Pan (god)

Pan
God of nature, the wild, shepherds, flocks, and mountain wilds
Pan teaching his eromenos, the shepherd Daphnis, to play his pan flute, Roman copy of Greek original c.100 BC, found in Pompeii.
AbodeArcadia
SymbolPan flute, goat
Genealogy
ParentsHermes and a daughter of Dryops, or Penelope
ConsortSyrinx, Echo, Pitys
ChildrenSilenus, Iynx, Krotos, Xanthus (out of Twelve)
Equivalents
RomanFaunus
Inuus

In ancient Greek religion and mythology, Pan (/pæn/; Ancient Greek: Πάν, romanized: Pán) is the god of the wild, shepherds and flocks, rustic music and impromptus, and companion of the nymphs. He has the hindquarters, legs, and horns of a goat, in the same manner as a faun or satyr. With his homeland in rustic Arcadia, he is also recognized as the god of fields, groves, wooded glens, and often affiliated with sex; because of this, Pan is connected to fertility and the season of spring.

In Roman religion and myth, Pan was frequently identified with Faunus, a nature god who was the father of Bona Dea, sometimes identified as Fauna; he was also closely associated with Silvanus, due to their similar relationships with woodlands, and Inuus, a vaguely-defined deity also sometimes identified with Faunus. In the eighteenth and nineteenth centuries, Pan became a significant figure in the Romantic movement of Western Europe and also in the twentieth-century Neopagan movement.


> WHAT NEEDS TO BE DONE
Under this line is some data; print exactly the lines from the one containing "On this 1024" through its last line, without pictures.

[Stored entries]
.....
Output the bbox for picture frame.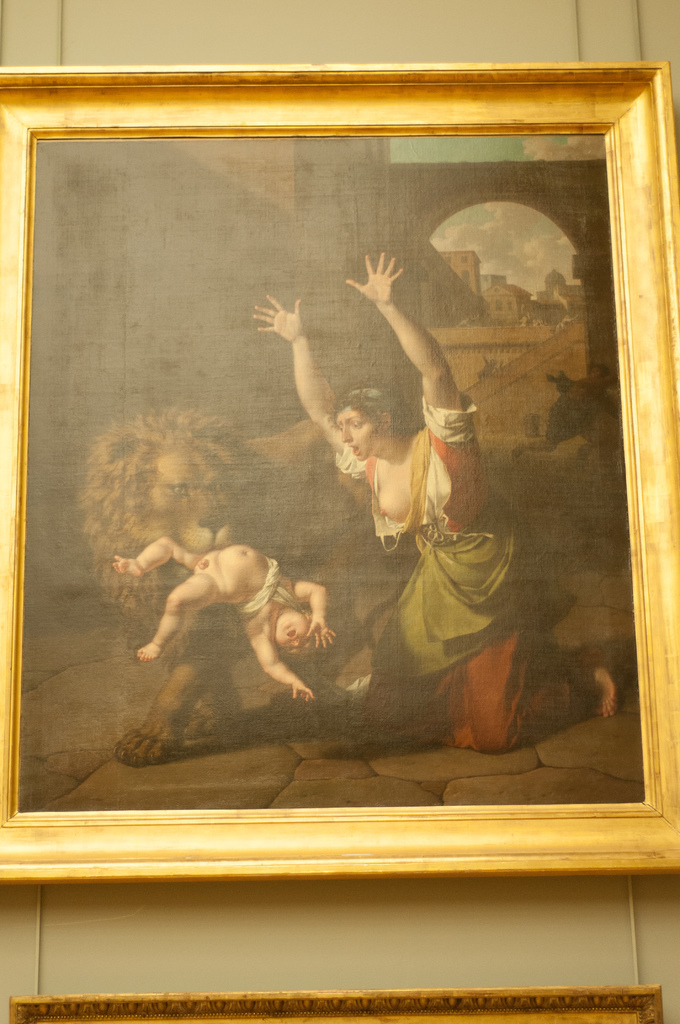
box=[0, 61, 679, 881].
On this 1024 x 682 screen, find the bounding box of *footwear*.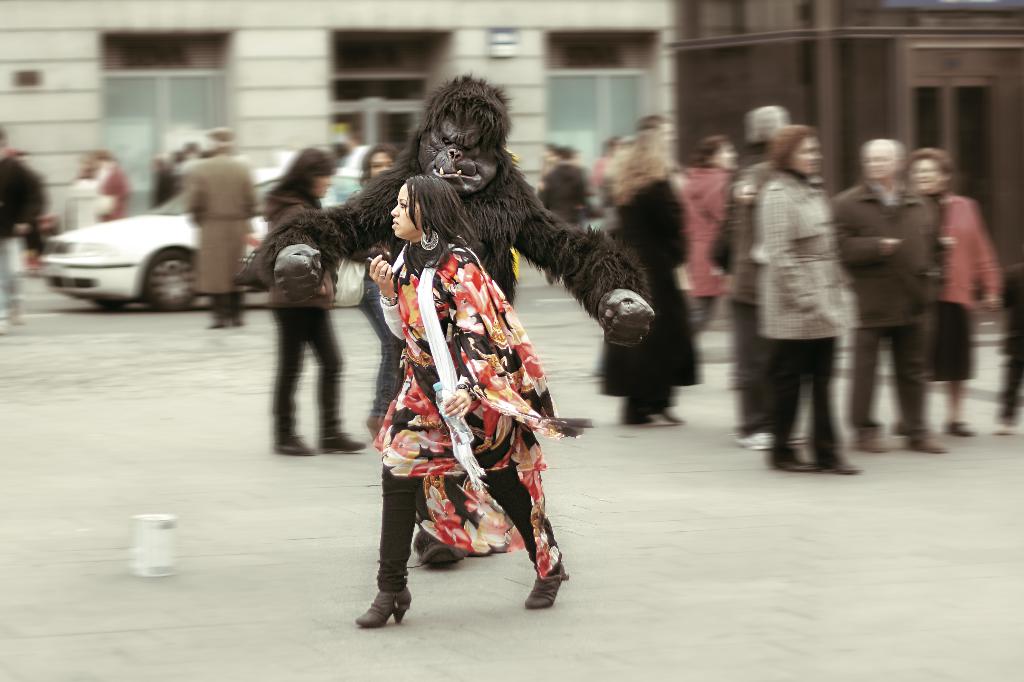
Bounding box: rect(207, 319, 227, 329).
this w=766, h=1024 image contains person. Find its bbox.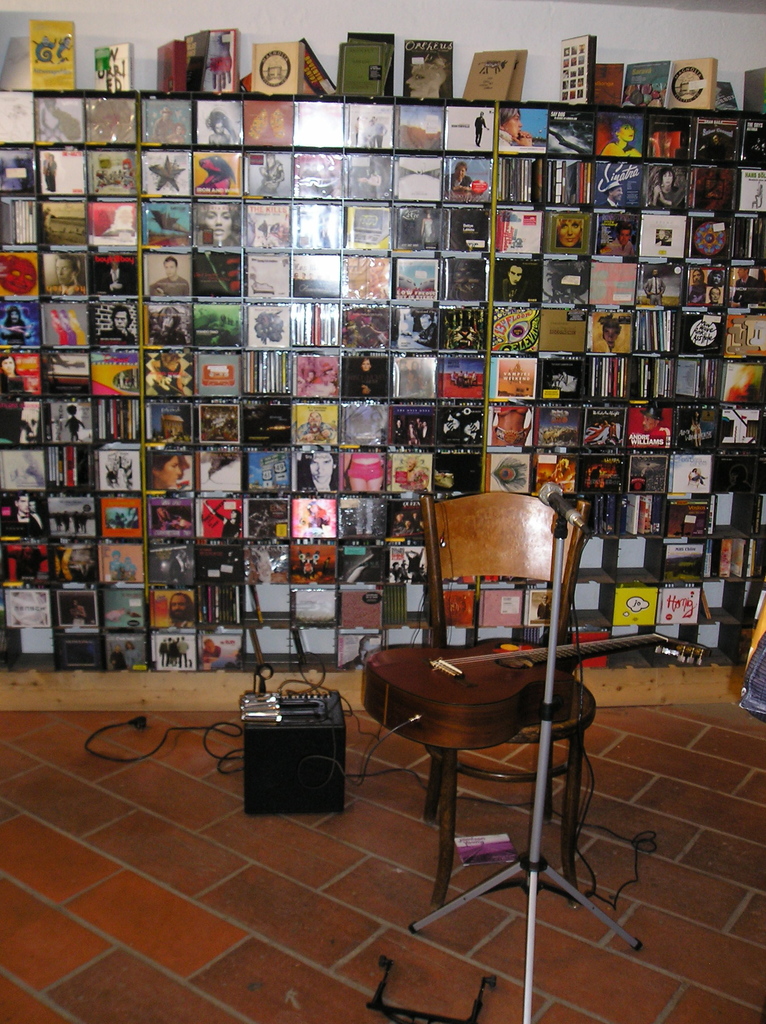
.....
> OUTPUT FOR THIS EXERCISE
On this 1024 x 682 screen, find the bounding box of *footwear*.
Bounding box: rect(207, 319, 227, 329).
this w=766, h=1024 image contains person. Find its bbox.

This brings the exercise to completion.